Which measurements matter most:

  • RH trends (in context)
  • Fan run time and rationale
  • Outside air conditions (especially dry cold air events)
  • Walk-through evidence near openings and air pathways
  • Temperature stability (big swings can compound stress)

What a sensible response looks like:

  • Review fan run patterns against outside conditions.
  • Rebalance the system toward stability rather than continuous drying.
  • Use walk-through checks to identify where dehydration is concentrated.

Sudden odour change (the “something shifted” moment)
What’s happening: odour often indicates biological change, moisture change, or both. It is one of the most valuable early warnings because it can appear before a problem is visible.

What you’ll often notice first:

  • Odour localized to one area
  • A subtle shift in wall frost, dampness, or surface conditions nearby
  • Temperature or CO₂ beginning to diverge in that zone

Which measurements matter most:

  • Walk-through observations (location matters)
  • Pile temperature mapping
  • CO₂ if available
  • Dew point risk assessment (condensation often sits underneath odour changes)
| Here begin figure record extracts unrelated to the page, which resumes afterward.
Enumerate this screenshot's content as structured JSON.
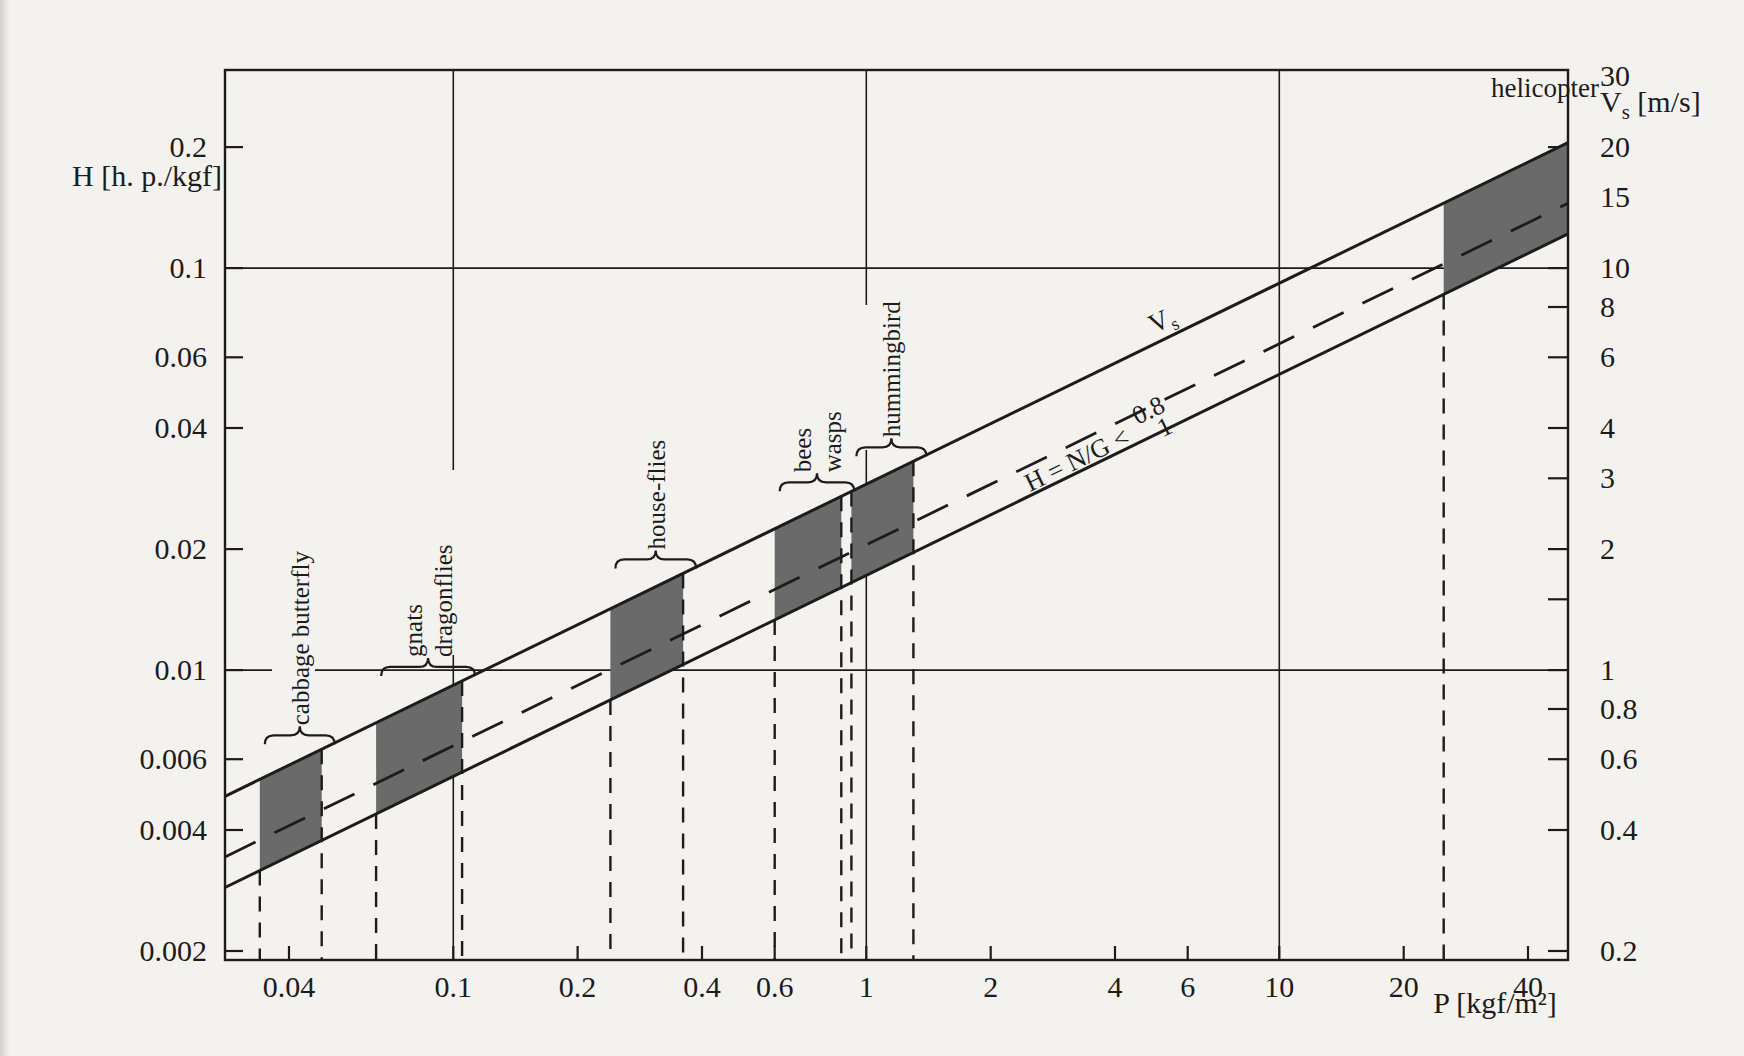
{
  "page": {
    "background": "#f4f2ee",
    "ink": "#1c1c1c"
  },
  "chart_data": {
    "type": "area",
    "x_axis": {
      "label": "P [kgf/m²]",
      "scale": "log",
      "min": 0.028,
      "max": 50,
      "ticks": [
        "0.04",
        "0.1",
        "0.2",
        "0.4",
        "0.6",
        "1",
        "2",
        "4",
        "6",
        "10",
        "20",
        "40"
      ],
      "gridlines": [
        "0.1",
        "1",
        "10"
      ]
    },
    "y_axis": {
      "label": "H [h. p./kgf]",
      "scale": "log",
      "min": 0.0019,
      "max": 0.311,
      "ticks": [
        "0.2",
        "0.1",
        "0.06",
        "0.04",
        "0.02",
        "0.01",
        "0.006",
        "0.004",
        "0.002"
      ],
      "gridlines": [
        "0.1",
        "0.01"
      ]
    },
    "y2_axis": {
      "label": "Vs [m/s]",
      "label_main": "V",
      "label_sub": "s",
      "label_unit": " [m/s]",
      "scale": "log",
      "relation": "Vs = 100 × H",
      "ticks": [
        "30",
        "20",
        "15",
        "10",
        "8",
        "6",
        "4",
        "3",
        "2",
        "1.5",
        "1",
        "0.8",
        "0.6",
        "0.4",
        "0.2"
      ],
      "unlabeled": [
        "1.5"
      ]
    },
    "band_lines": [
      {
        "id": "upper",
        "label": "0.8",
        "H_at_P1": 0.029,
        "log_slope": 0.5,
        "style": "solid"
      },
      {
        "id": "vs",
        "label": "Vs",
        "H_at_P1": 0.0205,
        "log_slope": 0.5,
        "style": "dashed"
      },
      {
        "id": "lower",
        "label": "1",
        "H_at_P1": 0.0172,
        "log_slope": 0.5,
        "style": "solid"
      }
    ],
    "annotation": {
      "text": "H = N/G <",
      "upper": "0.8",
      "lower": "1"
    },
    "vs_line_label": {
      "main": "V",
      "sub": "s"
    },
    "segments": [
      {
        "id": "cabbage-butterfly",
        "label_lines": [
          "cabbage butterfly"
        ],
        "p_min": 0.034,
        "p_max": 0.048,
        "brace": true,
        "vertical_label": true,
        "clipped_right": false
      },
      {
        "id": "gnats-dragonflies",
        "label_lines": [
          "gnats",
          "dragonflies"
        ],
        "p_min": 0.065,
        "p_max": 0.105,
        "brace": true,
        "vertical_label": true,
        "clipped_right": false
      },
      {
        "id": "house-flies",
        "label_lines": [
          "house-flies"
        ],
        "p_min": 0.24,
        "p_max": 0.36,
        "brace": true,
        "vertical_label": true,
        "clipped_right": false
      },
      {
        "id": "bees-wasps",
        "label_lines": [
          "bees",
          "wasps"
        ],
        "p_min": 0.6,
        "p_max": 0.87,
        "brace": true,
        "vertical_label": true,
        "clipped_right": false
      },
      {
        "id": "hummingbird",
        "label_lines": [
          "hummingbird"
        ],
        "p_min": 0.92,
        "p_max": 1.3,
        "brace": true,
        "vertical_label": true,
        "clipped_right": false
      },
      {
        "id": "helicopter",
        "label_lines": [
          "helicopter"
        ],
        "p_min": 25,
        "p_max": 50,
        "brace": false,
        "vertical_label": false,
        "clipped_right": true
      }
    ],
    "segment_fill": "#6a6a6a"
  }
}
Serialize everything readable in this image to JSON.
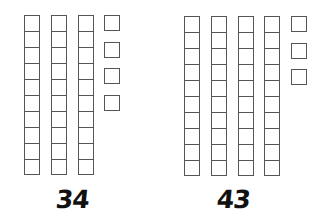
{
  "diagram": {
    "type": "base-ten-blocks",
    "groups": [
      {
        "label": "34",
        "tens": 3,
        "ones": 4
      },
      {
        "label": "43",
        "tens": 4,
        "ones": 3
      }
    ],
    "colors": {
      "stroke": "#555555",
      "background": "#ffffff",
      "text": "#111111"
    }
  }
}
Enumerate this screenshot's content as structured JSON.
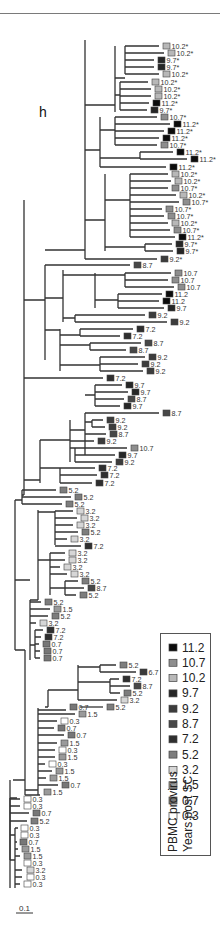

What a sensible response looks like:

  • Document the location and timing immediately.
  • Cross-check temperature and CO₂ patterns in that zone.
  • Increase monitoring frequency and avoid destabilizing fan decisions that introduce condensation risk.

What this baseline does – and does not – do

This baseline will not replace good agronomy, careful harvest handling, or appropriate sprout control programs. But it will reduce guesswork. It turns storage from reactive troubleshooting into measured management. In most storages, that shift alone protects both quality and profitability by spring.

Next in this series, PNT will take the same practical approach and focus on the first 30 days in storage – because that is where many later-season problems are quietly created.